This is an application to establish a national Digital Archive of Literacy Narratives (DALN). The proposed DALN will help U.S. citizens record their narratives about digital and non-digital literacy practices and literacy values, and store any related literacy artifacts (documents, letters, photographs, blogs, songs, etc.). Contributions to the DALN project and all submissions to the DALN will be voluntary, and contributors will be informed that all DALN materials will be made available to the public on the Internet.
The DALN will be a public archive, beneficial to many groups in our society, including those with particular interest in literacy, communication, and education. Because the DALN would be publicly available, we anticipate a wide range of uses of the archive by such groups as educators, librarians, parents, historians, and academics. Like many oral history archives, the literacy narratives and artifacts archived in the DALN will be available for researchers to use. (Selfe, “Application for Initial Review”)

In part because of the institutional scope of IRB authority, this articulation of the DALN focused on the relationship between OSU directors of the project and contributors to the archive. Where our initial description focused on scholars gathering information, and on researchers and educators studying that information, this description envisions citizens recording literacy narratives and a “wide range of uses” benefitting various groups in various ways. Research still has a place at the table, but it no longer sits at the head.
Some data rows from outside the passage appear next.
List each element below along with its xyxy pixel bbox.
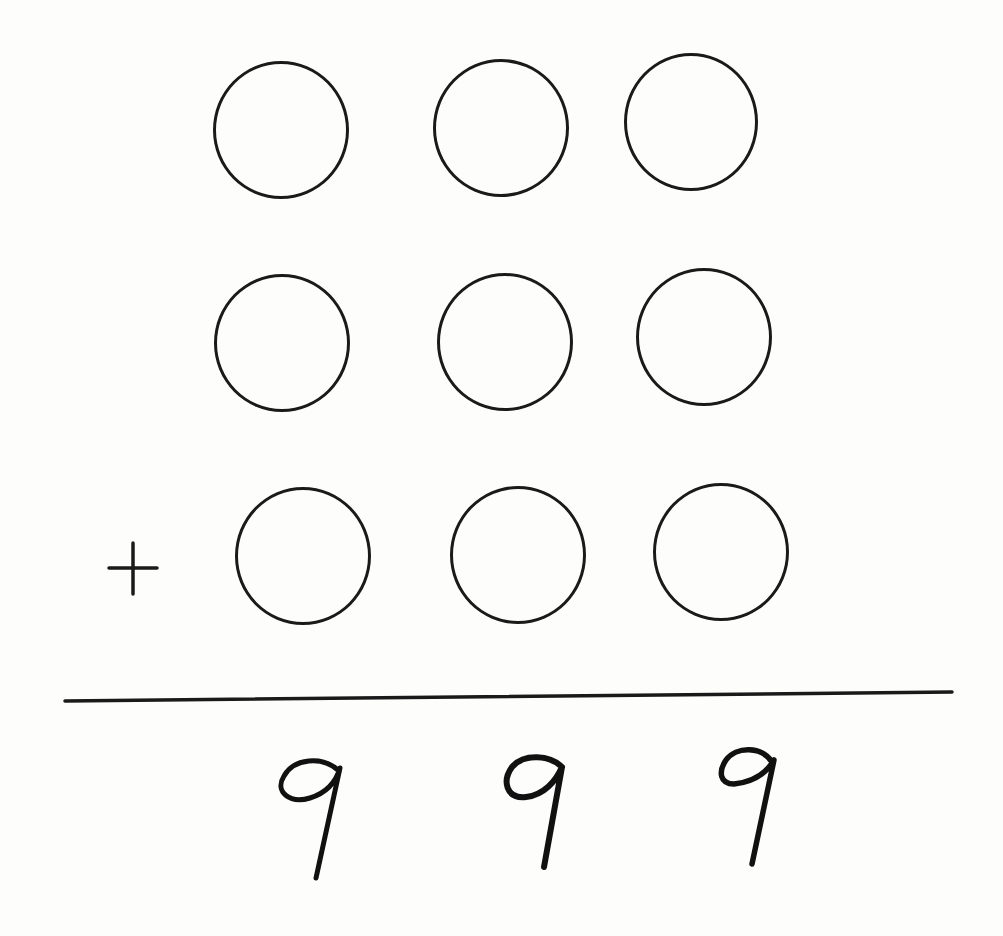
- result-digit-1: 9: [272, 748, 362, 888]
- result-digit-3: 9: [698, 740, 788, 880]
- addition-puzzle: + 9 9 9: [0, 0, 1003, 936]
- result-digit-2: 9: [490, 745, 580, 885]
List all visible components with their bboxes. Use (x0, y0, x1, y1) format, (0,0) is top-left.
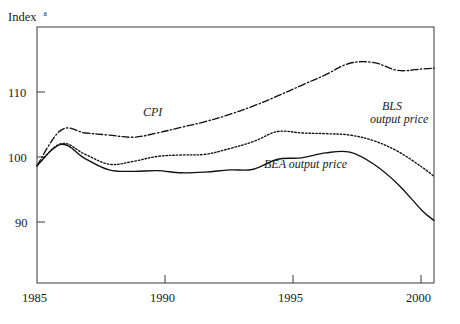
y-tick-label-100: 100 (8, 151, 27, 165)
series-label-bls-line1: BLS (382, 99, 402, 113)
x-tick-label-1985: 1985 (22, 291, 47, 305)
series-label-bls-line2: output price (370, 112, 429, 126)
chart-figure: Index a 110 100 90 1985 1990 1995 2000 (0, 0, 460, 324)
series-label-bea: BEA output price (264, 157, 348, 171)
y-axis-title: Index (8, 10, 37, 24)
y-axis-tick-labels: 110 100 90 (8, 86, 28, 230)
y-tick-label-90: 90 (15, 216, 28, 230)
line-chart: Index a 110 100 90 1985 1990 1995 2000 (0, 0, 460, 324)
plot-frame (37, 27, 434, 283)
y-axis-title-superscript: a (44, 9, 48, 18)
series-line-bea-output-price (37, 144, 434, 220)
series-label-cpi: CPI (143, 105, 163, 119)
x-tick-label-2000: 2000 (406, 291, 431, 305)
x-axis-ticks (165, 275, 421, 283)
x-tick-label-1990: 1990 (150, 291, 175, 305)
x-tick-label-1995: 1995 (278, 291, 303, 305)
series-layer (37, 62, 434, 221)
x-axis-tick-labels: 1985 1990 1995 2000 (22, 291, 431, 305)
y-tick-label-110: 110 (8, 86, 26, 100)
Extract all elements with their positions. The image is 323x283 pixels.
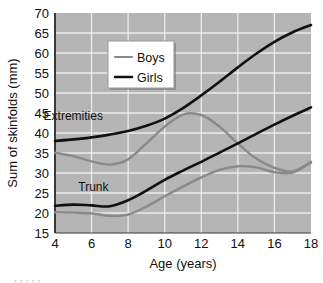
x-tick-label: 8 — [125, 236, 132, 251]
y-tick-label: 20 — [35, 206, 49, 221]
y-tick-label: 60 — [35, 46, 49, 61]
y-tick-label: 30 — [35, 166, 49, 181]
y-tick-label: 65 — [35, 26, 49, 41]
y-tick-label: 50 — [35, 86, 49, 101]
x-axis-title: Age (years) — [149, 256, 216, 271]
skinfolds-line-chart: 152025303540455055606570 4681012141618 E… — [0, 0, 323, 283]
figure-caption: , , , , , — [0, 272, 323, 283]
figure-container: 152025303540455055606570 4681012141618 E… — [0, 0, 323, 283]
annotation-extremities: Extremities — [44, 109, 103, 123]
y-tick-label: 70 — [35, 6, 49, 21]
x-tick-label: 6 — [88, 236, 95, 251]
y-tick-label: 40 — [35, 126, 49, 141]
chart-legend: BoysGirls — [108, 41, 176, 90]
legend-label-girls: Girls — [137, 71, 163, 85]
x-tick-label: 14 — [231, 236, 245, 251]
x-tick-label: 12 — [194, 236, 208, 251]
x-tick-label: 10 — [157, 236, 171, 251]
y-tick-label: 15 — [35, 226, 49, 241]
annotation-trunk: Trunk — [78, 180, 109, 194]
legend-label-boys: Boys — [137, 51, 165, 65]
y-axis-title: Sum of skinfolds (mm) — [5, 58, 20, 187]
x-tick-label: 16 — [267, 236, 281, 251]
x-tick-label: 4 — [51, 236, 58, 251]
figure-caption-strip: , , , , , — [0, 272, 323, 283]
x-tick-label: 18 — [304, 236, 318, 251]
y-tick-label: 25 — [35, 186, 49, 201]
y-tick-label: 55 — [35, 66, 49, 81]
y-tick-label: 35 — [35, 146, 49, 161]
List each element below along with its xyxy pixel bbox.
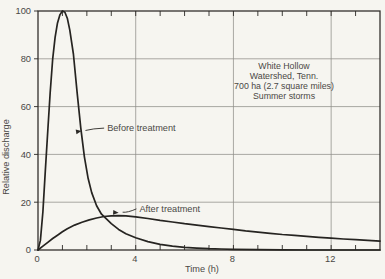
x-tick-label: 4 <box>132 254 137 264</box>
chart-canvas: Before treatmentAfter treatmentWhite Hol… <box>0 0 385 279</box>
curve-label-before-treatment: Before treatment <box>107 123 176 133</box>
y-tick-label: 60 <box>21 102 31 112</box>
x-tick-label: 8 <box>230 254 235 264</box>
curve-label-after-treatment: After treatment <box>139 204 200 214</box>
watershed-annotation-line: White Hollow <box>258 61 310 71</box>
y-tick-label: 100 <box>15 6 31 16</box>
hydrograph-figure: Before treatmentAfter treatmentWhite Hol… <box>0 0 385 279</box>
y-tick-label: 0 <box>26 245 31 255</box>
x-tick-label: 12 <box>325 254 335 264</box>
watershed-annotation-line: Summer storms <box>253 91 316 101</box>
watershed-annotation-line: 700 ha (2.7 square miles) <box>234 81 334 91</box>
x-axis-title: Time (h) <box>185 264 219 274</box>
watershed-annotation-line: Watershed, Tenn. <box>250 71 318 81</box>
y-tick-label: 40 <box>21 150 31 160</box>
x-tick-label: 0 <box>34 254 39 264</box>
y-tick-label: 20 <box>21 198 31 208</box>
y-tick-label: 80 <box>21 54 31 64</box>
y-axis-title: Relative discharge <box>1 119 11 195</box>
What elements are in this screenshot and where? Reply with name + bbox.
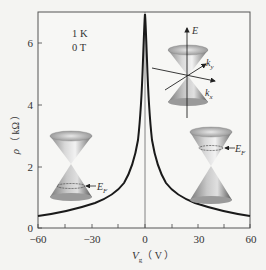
x-tick-label: −60 [29,233,47,245]
x-tick-label: 60 [246,233,258,245]
x-tick-label: −30 [83,233,101,245]
upper-cone-cap [190,127,232,137]
y-tick-label: 2 [28,161,34,173]
x-tick-label: 30 [194,233,206,245]
y-axis-unit: （ kΩ ） [10,110,21,147]
field-annotation: 0 T [72,42,87,53]
y-tick-label: 6 [28,37,34,49]
lower-cone-base [168,98,208,106]
temperature-annotation: 1 K [72,28,88,39]
lower-cone-base [190,196,232,204]
x-tick-label: 0 [142,233,148,245]
upper-cone-cap [168,45,208,55]
x-axis-unit: （ V ） [142,250,174,261]
x-axis-label: Vg（ V ） [132,249,174,264]
y-axis-label: ρ（ kΩ ） [9,110,21,156]
resistivity-chart: 0 2 4 6 −60 −30 0 30 60 Vg（ V ） ρ（ kΩ ） … [0,0,266,270]
lower-cone-base [50,193,92,201]
y-tick-label: 4 [28,99,34,111]
upper-cone-cap [50,131,92,141]
y-axis-symbol: ρ [9,149,21,155]
energy-axis-label: E [191,25,198,36]
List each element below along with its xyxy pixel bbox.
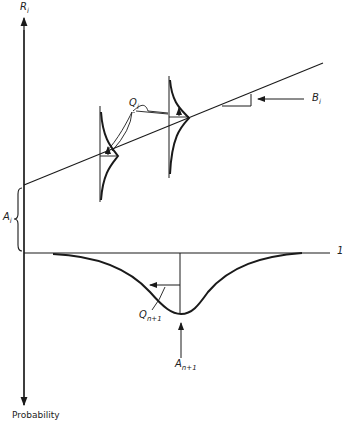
intercept-brace: [14, 188, 22, 251]
predicted-distribution: [53, 253, 302, 358]
distribution-right: [169, 76, 189, 178]
slope-label: Bi: [312, 92, 321, 106]
vertical-axis-label: Ri: [20, 1, 29, 15]
distribution-label: Qi: [129, 97, 139, 111]
diagram-canvas: Ri Ai Bi Qi 1 Qn+1 An+1 Probability: [0, 0, 356, 424]
horizontal-axis-label: 1: [337, 245, 343, 256]
next-mean-label: An+1: [175, 358, 197, 372]
distribution-leader: [105, 105, 168, 153]
regression-line: [24, 63, 323, 185]
probability-axis-label: Probability: [12, 410, 60, 420]
next-distribution-label: Qn+1: [139, 309, 162, 323]
intercept-label: Ai: [3, 211, 12, 225]
distribution-left: [100, 106, 118, 202]
slope-triangle: [222, 94, 251, 106]
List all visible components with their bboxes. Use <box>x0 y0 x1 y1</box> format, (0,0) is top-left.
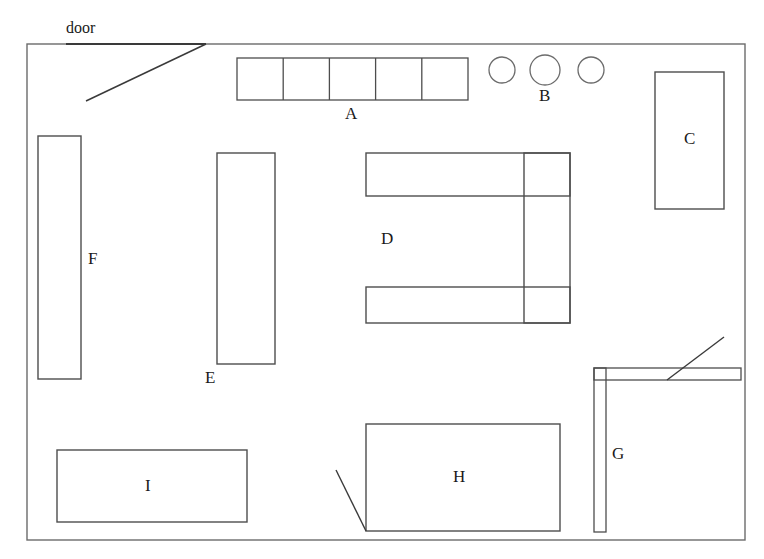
fixture-G-door-swing-line <box>667 337 724 380</box>
fixture-D-bottom-arm <box>366 287 570 323</box>
fixture-label-C: C <box>684 130 695 147</box>
fixture-G[interactable] <box>594 337 741 532</box>
door-group <box>66 44 206 101</box>
fixture-label-H: H <box>453 468 465 485</box>
fixture-F-rect <box>38 136 81 379</box>
fixture-label-B: B <box>539 87 550 104</box>
floor-plan-canvas: door A B C D E F G H I <box>0 0 764 559</box>
fixture-F[interactable] <box>38 136 81 379</box>
fixture-B-circle-1 <box>489 57 515 83</box>
fixture-label-G: G <box>612 445 624 462</box>
fixture-G-vertical-bar <box>594 368 606 532</box>
fixture-B[interactable] <box>489 55 604 85</box>
fixture-A-outline <box>237 58 468 100</box>
outer-wall-group <box>27 44 745 540</box>
door-swing-line <box>86 44 206 101</box>
fixture-I[interactable] <box>57 450 247 522</box>
fixture-A[interactable] <box>237 58 468 100</box>
fixture-E-rect <box>217 153 275 364</box>
fixture-I-rect <box>57 450 247 522</box>
fixture-D[interactable] <box>366 153 570 323</box>
fixture-H-door-swing-line <box>336 470 366 531</box>
fixture-D-top-arm <box>366 153 570 196</box>
fixture-label-I: I <box>145 477 151 494</box>
fixture-B-circle-3 <box>578 57 604 83</box>
fixture-B-circle-2 <box>530 55 560 85</box>
fixture-label-A: A <box>345 105 357 122</box>
fixture-H[interactable] <box>336 424 560 531</box>
floor-plan-drawing <box>0 0 764 559</box>
outer-wall-rect <box>27 44 745 540</box>
door-label: door <box>66 20 95 36</box>
fixture-label-E: E <box>205 369 215 386</box>
fixture-label-D: D <box>381 230 393 247</box>
fixture-D-right-spine <box>524 153 570 323</box>
fixture-G-horizontal-bar <box>594 368 741 380</box>
fixture-E[interactable] <box>217 153 275 364</box>
fixture-label-F: F <box>88 250 97 267</box>
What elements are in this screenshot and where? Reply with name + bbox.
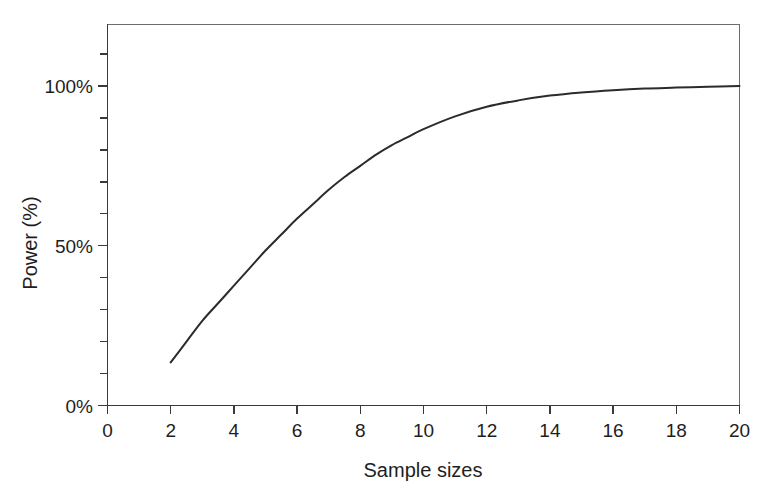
y-tick-label-0: 0% <box>66 396 94 417</box>
chart-background <box>0 0 764 503</box>
x-tick-label-2: 2 <box>165 420 176 441</box>
x-tick-label-18: 18 <box>666 420 687 441</box>
power-vs-sample-size-chart: 100% 50% 0% 0 2 4 6 8 10 12 14 <box>0 0 764 503</box>
y-tick-label-50: 50% <box>55 236 93 257</box>
y-tick-label-100: 100% <box>44 76 93 97</box>
x-tick-label-6: 6 <box>292 420 303 441</box>
x-tick-label-0: 0 <box>102 420 113 441</box>
x-tick-label-16: 16 <box>603 420 624 441</box>
x-tick-label-14: 14 <box>539 420 561 441</box>
x-tick-label-8: 8 <box>355 420 366 441</box>
x-tick-label-12: 12 <box>476 420 497 441</box>
chart-figure: 100% 50% 0% 0 2 4 6 8 10 12 14 <box>0 0 764 503</box>
x-tick-label-10: 10 <box>413 420 434 441</box>
x-tick-label-20: 20 <box>729 420 750 441</box>
x-axis-title: Sample sizes <box>364 459 483 481</box>
x-tick-label-4: 4 <box>229 420 240 441</box>
y-axis-title: Power (%) <box>19 196 41 289</box>
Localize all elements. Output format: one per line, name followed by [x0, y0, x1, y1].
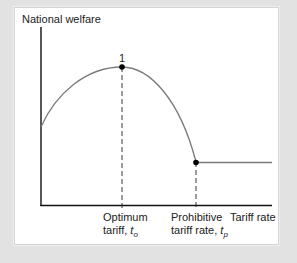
prohibitive-label-line2: tariff rate, tp: [171, 224, 228, 241]
optimum-label-line2: tariff, to: [103, 224, 148, 241]
point-1-label: 1: [119, 52, 125, 65]
optimum-point-marker: [119, 64, 125, 70]
welfare-curve: [41, 67, 196, 162]
optimum-tariff-label: Optimum tariff, to: [103, 211, 148, 241]
optimum-label-line1: Optimum: [103, 211, 148, 224]
prohibitive-label-prefix: tariff rate,: [171, 224, 220, 236]
y-axis-label: National welfare: [22, 13, 101, 26]
prohibitive-symbol: tp: [220, 224, 228, 236]
optimum-label-prefix: tariff,: [103, 224, 130, 236]
prohibitive-tariff-label: Prohibitive tariff rate, tp: [171, 211, 228, 241]
prohibitive-point-marker: [193, 160, 199, 166]
optimum-symbol: to: [130, 224, 138, 236]
prohibitive-label-line1: Prohibitive: [171, 211, 228, 224]
x-axis-label: Tariff rate: [230, 211, 276, 224]
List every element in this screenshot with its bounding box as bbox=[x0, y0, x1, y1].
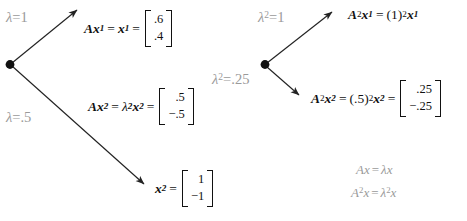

What is research? Many of these changes arose from our ongoing attempt to understand and accommodate the IRB’s definition of “research,” which is informed by (and in the case of federally funded research, governed by) the Code of Federal Regulations, “Basic Health and Human Services Policy for Protection of Human Subjects” (45 CFR 46, Subpart A), often referred to as the "Common Rule" because it has been adopted by the sixteen federal agencies that conduct, support, or otherwise regulate human subjects research. The Common Rule defines research as “a systematic investigation, including research development, testing and evaluation, designed to develop or contribute to generalizable knowledge. Activities which meet this definition constitute research for purposes of this policy, whether or not they are conducted or supported under a program which is considered research for other purposes” (45 CFR 46.102(d)). The Common Rule defines human subject as “a living individual about whom an investigator (whether professional or student) conducting research obtains (1) Data through intervention or interaction with the individual, or (2) Identifiable private information” (45 CFR 46.102(f)).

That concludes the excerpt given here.